The Social Power of Integrity
Recent research shows that happy people you’ve never met, three degrees of separation away, have a positive effect on your own happiness. Psychotherapist Joel Wade takes a look at research showing that good and bad behaviors pass from friend to friend and he explains why you don't have to be in a position of power to have a positive impact on culture.

Ten Habits of Hope
Psychologist and educator Marsha Enright explains why you should not accept impossibility without overwhelming evidence. For many, many situations, we do not and cannot have complete certainty about the outcome. But that alone is not reason to give up on a course of action. Develop a habit of looking for alternative means of achieving your goals.

Hope
A central tenet of Objectivism is the benevolent view of the universe: the view that the world is auspicious to man's efforts, and that happiness and success are possible. But this view is not a Panglossian denial that bad things happen. Businesses that took years to build are wrecked by mindless government edicts. Homes are lost to fire and flood. People live with depression that eclipses their aims and stifles joy. Hope is the outlook that gets us through these trials. It is at once a belief and an act of will: a conviction that misfortune is not our normal fate, and a refusal to let it drain our lives of meaning.

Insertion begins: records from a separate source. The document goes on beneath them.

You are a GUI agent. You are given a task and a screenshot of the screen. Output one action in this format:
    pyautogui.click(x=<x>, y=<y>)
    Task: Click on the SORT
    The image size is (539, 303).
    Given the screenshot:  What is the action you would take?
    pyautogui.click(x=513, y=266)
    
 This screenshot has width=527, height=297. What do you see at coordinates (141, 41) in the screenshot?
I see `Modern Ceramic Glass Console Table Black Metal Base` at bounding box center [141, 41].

Life: Your Adventure in Entrepreneurship
The entrepreneurial spirit is the spirit of enterprise: ambition to succeed, initiative in taking action, alertness to opportunity. It means being proactive rather than reacting to events and opportunities as they come along. It involves a full acceptance of the responsibility for initiating action to achieve one’s goals and for dealing with the consequences that arise as one does so.

I Don't Have To
To say "I have to" is to speak the language of compulsion, duty, authority—the language of injunctions imposed on us from without. Objectivism is not a duty ethic, but an ethic of values, the ultimate value being one's own life and happiness. The language of values is "I want" and "I will": I want this, and I will do what it takes to get it. Speaking the language of values instead of the language of duty, "want-to" instead of "have-to," is a daily reminder that we live by choice, with both the freedom and the responsibility that that entails.